Index ¦ Archives ¦ Atom

Adding functional style pattern matching to Python

One of the nicest features of functional programming languages like Haskell and Erlang is pattern matching. An example, from Learn You Some Erlang:

greet(male, Name) ->
    io:format("Hello, Mr. ~s!", [Name]);
greet(female, Name) ->
    io:format("Hello, Mrs. ~s!", [Name]);
greet(_, Name) ->
    io:format("Hello, ~s!", [Name]).

The function body that is called is the one where the pattern matches what is passed in. It’s sort of like overloading functions in C++, but instead of just based on types, it’s much more generic.

I program in Python, and I’ve thought for a while that I could probably implement this in Python. I had a few breakthroughs about how to do it last night, and so inspired in part by other language syntax hacks, like the goto statement and anonymous/ruby blocks I put together a pretty neat prototype and uploaded it to a github gist: https://gist.github.com/1320421.

Here are some examples of what you can do:

from patternmatching import ifmatches, Any, OfType, Where

@ifmatches
def greet(gender=OfType(str), name="Joey"):
    print "Joey, whats up man?"
@ifmatches
def greet(gender="male", name=Any):
    print "Hello Mr. %s" % name
@ifmatches
def greet(gender="female", name=Any):
    print "Hello Ms. %s" % name
@ifmatches
def greet(gender=Any, name=Any):
    print "Hello, %s" % name

You can match parameters on four different ways

  • by its type with
def fun(a=OfType(str, int)):
  • by an exact match
def fun(a=54):
  • with any arbitrary predicate
def fun(a=Where(str.isupper)):
  • with a “wildcard”
def fun(a=Any):

Known Limitations

  • Cannot be called with keyword arguments, due to limitations of python’s function introspection. I might be wrong about this though. I’m sure it’s possible somehow, but I’d rather not do anything like say… tokenize the file myself.
  • Does not have data deconstruction like Haskell and Erlang, but I think I know how to do this after consulting with colleague
  • You give up the ability to use *args/**kwargs with your function, since the ideas are not especially compatible
  • You must specify every argument as a named parameter in the definition. Each clause/def does not need to have consistent naming, at least not yet. In fact, they don’t even need to have the same number of arguments.

Similar Implementations

  • Guido did something similar with "multimethods"; the implementation is somewhat similar but it's more like C++; you can only overload based on types, not on arbitrary "matching."
  • Ian Bicking wrote patmatch which is roughly the same idea (I found it afterwards) but I don't like it as much; the implementation is longer and it doesn't let you reuse the method's names (each possible match is a different function name and is associated to the original with a decorator). Also it doesn't abuse default parameters but instead uses decorator arguments.

© Chad Selph. Built using Pelican. Theme by Giulio Fidente on github.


> [WHAT TO WORK ON]: Within the entries that follow, report how many lines contain the word "xlabel", giving the number by itself.

=-=-=

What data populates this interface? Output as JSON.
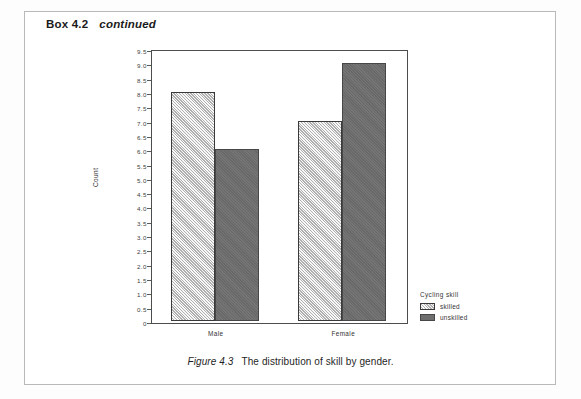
{
  "box": {
    "label": "Box 4.2",
    "continued": "continued"
  },
  "caption": {
    "figure_number": "Figure 4.3",
    "text": "The distribution of skill by gender."
  },
  "legend": {
    "title": "Cycling skill",
    "items": [
      {
        "label": "skilled",
        "color": "#cfcfcf"
      },
      {
        "label": "unskilled",
        "color": "#6e6e6e"
      }
    ]
  },
  "chart_data": {
    "type": "bar",
    "title": "",
    "xlabel": "",
    "ylabel": "Count",
    "categories": [
      "Male",
      "Female"
    ],
    "series": [
      {
        "name": "skilled",
        "values": [
          8,
          7
        ],
        "color": "#cfcfcf"
      },
      {
        "name": "unskilled",
        "values": [
          6,
          9
        ],
        "color": "#6e6e6e"
      }
    ],
    "ylim": [
      0,
      9.5
    ],
    "ytick_step": 0.5,
    "ytick_labels": [
      "9.5",
      "9.0",
      "8.5",
      "8.0",
      "7.5",
      "7.0",
      "6.5",
      "6.0",
      "5.5",
      "5.0",
      "4.5",
      "4.0",
      "3.5",
      "3.0",
      "2.5",
      "2.0",
      "1.5",
      "1.0",
      "0.5",
      "0"
    ],
    "grid": false,
    "legend_position": "right-bottom"
  }
}
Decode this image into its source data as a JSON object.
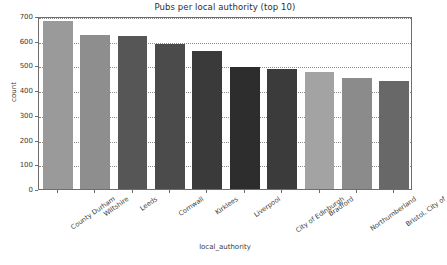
{
  "chart_data": {
    "type": "bar",
    "title": "Pubs per local authority (top 10)",
    "xlabel": "local_authority",
    "ylabel": "count",
    "categories": [
      "County Durham",
      "Wiltshire",
      "Leeds",
      "Cornwall",
      "Kirklees",
      "Liverpool",
      "City of Edinburgh",
      "Bradford",
      "Northumberland",
      "Bristol, City of"
    ],
    "values": [
      680,
      625,
      621,
      586,
      560,
      492,
      484,
      472,
      450,
      439
    ],
    "bar_colors": [
      "#9a9a9a",
      "#8e8e8e",
      "#565656",
      "#4b4b4b",
      "#3a3a3a",
      "#2d2d2d",
      "#3b3b3b",
      "#a3a3a3",
      "#8b8b8b",
      "#686868"
    ],
    "ylim": [
      0,
      700
    ],
    "yticks": [
      0,
      100,
      200,
      300,
      400,
      500,
      600,
      700
    ],
    "ytick_labels": [
      "0",
      "100",
      "200",
      "300",
      "400",
      "500",
      "600",
      "700"
    ],
    "grid": true,
    "legend": "none",
    "background": "#ffffff"
  }
}
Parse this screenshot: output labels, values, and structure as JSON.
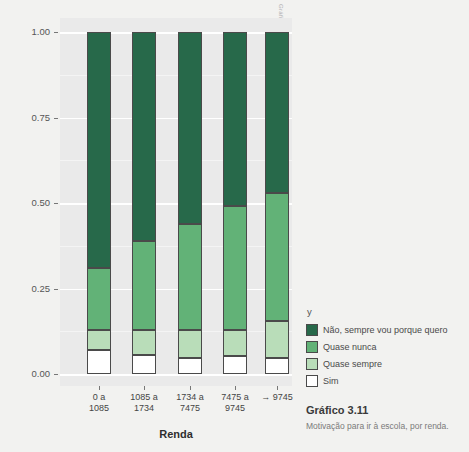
{
  "credit": "Gráfico: OAE",
  "axes": {
    "y_title": "População",
    "x_title": "Renda",
    "y_ticks": [
      "1.00",
      "0.75",
      "0.50",
      "0.25",
      "0.00"
    ],
    "x_tick_labels": [
      "0 a\n1085",
      "1085 a\n1734",
      "1734 a\n7475",
      "7475 a\n9745",
      "→ 9745"
    ]
  },
  "legend": {
    "title": "y",
    "items": [
      {
        "label": "Não, sempre vou porque quero",
        "color": "#27694a"
      },
      {
        "label": "Quase nunca",
        "color": "#62b277"
      },
      {
        "label": "Quase sempre",
        "color": "#b9ddb9"
      },
      {
        "label": "Sim",
        "color": "#ffffff"
      }
    ]
  },
  "caption": {
    "title": "Gráfico 3.11",
    "subtitle": "Motivação para ir à escola, por renda."
  },
  "chart_data": {
    "type": "bar",
    "stacked": true,
    "title": "Gráfico 3.11",
    "subtitle": "Motivação para ir à escola, por renda.",
    "xlabel": "Renda",
    "ylabel": "População",
    "ylim": [
      0,
      1
    ],
    "yticks": [
      0,
      0.25,
      0.5,
      0.75,
      1
    ],
    "grid": true,
    "legend_position": "right",
    "legend_title": "y",
    "categories": [
      "0 a 1085",
      "1085 a 1734",
      "1734 a 7475",
      "7475 a 9745",
      "→ 9745"
    ],
    "series": [
      {
        "name": "Sim",
        "color": "#ffffff",
        "values": [
          0.07,
          0.056,
          0.047,
          0.053,
          0.047
        ]
      },
      {
        "name": "Quase sempre",
        "color": "#b9ddb9",
        "values": [
          0.06,
          0.072,
          0.082,
          0.077,
          0.108
        ]
      },
      {
        "name": "Quase nunca",
        "color": "#62b277",
        "values": [
          0.18,
          0.262,
          0.311,
          0.36,
          0.375
        ]
      },
      {
        "name": "Não, sempre vou porque quero",
        "color": "#27694a",
        "values": [
          0.69,
          0.61,
          0.56,
          0.51,
          0.47
        ]
      }
    ],
    "cumulative_tops": {
      "Sim": [
        0.07,
        0.056,
        0.047,
        0.053,
        0.047
      ],
      "Quase sempre": [
        0.13,
        0.128,
        0.129,
        0.13,
        0.155
      ],
      "Quase nunca": [
        0.31,
        0.39,
        0.44,
        0.49,
        0.53
      ],
      "Não, sempre vou porque quero": [
        1.0,
        1.0,
        1.0,
        1.0,
        1.0
      ]
    }
  }
}
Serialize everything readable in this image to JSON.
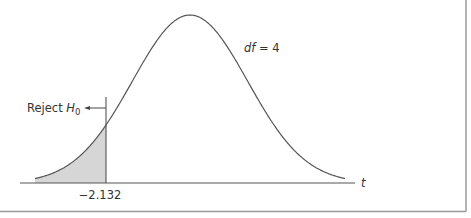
{
  "chart_data": {
    "type": "area",
    "title": "",
    "distribution": "t",
    "df": 4,
    "df_label": "df = 4",
    "df_label_parts": {
      "var": "df",
      "eq": " = ",
      "val": "4"
    },
    "xlabel": "t",
    "ylabel": "",
    "critical_value": -2.132,
    "critical_value_label": "−2.132",
    "rejection_region": {
      "side": "left",
      "from": "-inf",
      "to": -2.132,
      "shaded": true
    },
    "annotation": {
      "text": "Reject ",
      "subscript_var": "H",
      "subscript": "0",
      "arrow": "left"
    },
    "x_range": [
      -3.93,
      3.93
    ],
    "grid": false,
    "legend": null,
    "colors": {
      "curve": "#555555",
      "shade": "#d6d6d6",
      "axis": "#555555",
      "frame": "#9a9a9a",
      "text": "#333333"
    }
  },
  "layout": {
    "center_px": 190,
    "baseline_px": 183,
    "peak_px": 15,
    "sigma_px": 57.6,
    "left_px": 35,
    "right_px": 345,
    "axis_start_px": 20,
    "axis_end_px": 355,
    "crit_px": 106
  }
}
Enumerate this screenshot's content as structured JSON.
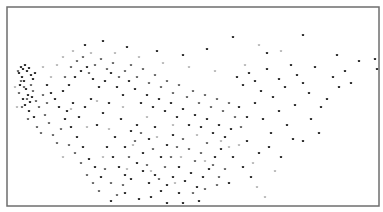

=-=-=

> [PROBLEM SOLUTION]: 4